I kind of imagine (deftask create-query-service-image [] (comp (docker-template :dir “query-service”) (with-artifacts :artifacts [[io.aviso/rook “0.2.1”]]) (build-docker-image “com.walmartlabs/query-service:1.4.7”)))

hlship22:10:22

with a couple of more stages

hlship22:10:08

Is this a meta-data kind of thing? Feels like docker-template would create a temp directory and some of the other tasks would need to know what it is to move additional files there, before build-docker-image does its magic.

micha22:10:32

creating the docker image seems identical to creating an uberjar

micha22:10:41

i mean conceptually

hlship22:10:42

And trust me, I want to avoid writing this as a Makefile!

micha22:10:17

so i would say let the build-docker-image just consume the entire fileset

micha22:10:52

then you have tasks that populate the fileset

micha22:10:58

or modify objects in the fileset

micha23:10:09

and at the end you package the result in the docker image

micha23:10:18

with your build-docker-image task

hlship23:10:46

think I’m getting there conceptually, I just don’t get what starts inside the fileset exactly

micha23:10:01

you can use fileset metadata, but i would try it first the simple way

hlship23:10:15

so my query-service folder would not be part of the fileset until docker-template executed, and it would add it to the fileset.

micha23:10:41

the fileset is like a snapshot of the filesystem

micha23:10:01

it's an immutable value that represents the state of the filesystem at an instant in time

micha23:10:45

you can make the actual filesystem state correspond to a fileset value by doing (commit! fileset)

micha23:10:09

inside the fileset is a map of path -> TmpFile record

micha23:10:34

it's similar to how git works

micha23:10:58

in git the actual information is stored in an immutable, content-addressed blob storage area

micha23:10:18

and the working set of files is constructed from the information in the tree and the blobs

micha23:10:28

this is also how the fileset works

micha23:10:44

the actual files reside in a content-addressed blob store on disk

micha23:10:01

when you call commit! boot makes a bunch of hard links to those blob files

hlship23:10:11

I’ll start playing with it and see where I get stuck.

micha23:10:30

in general you don't want to have named directories

micha23:10:35

that you pass around

hlship23:10:44

right, I see the appeal of that

micha23:10:48

the fileset allows actual directories to be anonymous

micha23:10:19

each step in the pipeline would add things to the fileset

micha23:10:26

or modify. delete, whatever

hlship23:10:55

So I could start by loading the contents of the query-service directory into the fileset

micha23:10:00

there is the sift task that has lots of options for transformations on the fileset

hlship23:10:19

Later tasks could add additional files or edit the existing ones

hlship23:10:33

Towards the end I commit!

micha23:10:40

the edit them, btw, by creating a new file and then commit!

micha23:10:13

i mean the updated version of the file is added to the fileset with the same path

micha23:10:26

it then replaces the old version of the file in the fileset

hlship23:10:27

after commit!

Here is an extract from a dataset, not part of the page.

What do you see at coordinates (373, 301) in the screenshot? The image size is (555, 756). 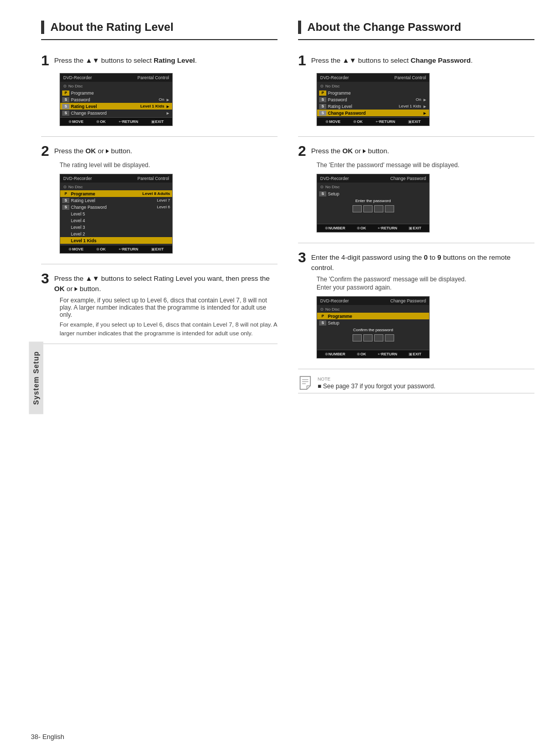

I can get a reference to a file system directory which will have the files (as hard links) but I can run docker there.

micha23:10:46

you can, but it's not really convenient

micha23:10:02

usually you want to copy things out, do your business, then add them back

hlship23:10:22

In this case, docker will just be reading those files and not updating the file system

micha23:10:44

there are multiple directories and stuff

micha23:10:51

implementation details of the fileset and boot

hlship23:10:49

In a worst case, I can run docker and pass it a tar stream of the content to create as an image

micha23:10:35

i would start with just copying whatever you need to a temp dir and then operate on it with your docker stuff

micha23:10:54

it's not a big deal to copy, boot has ways to make that efficient

hlship23:10:25

you mean, copying it out of the fileset?

hlship23:10:52

let me see what I’ve got here. Get a mini prototype going. Thanks for the head start!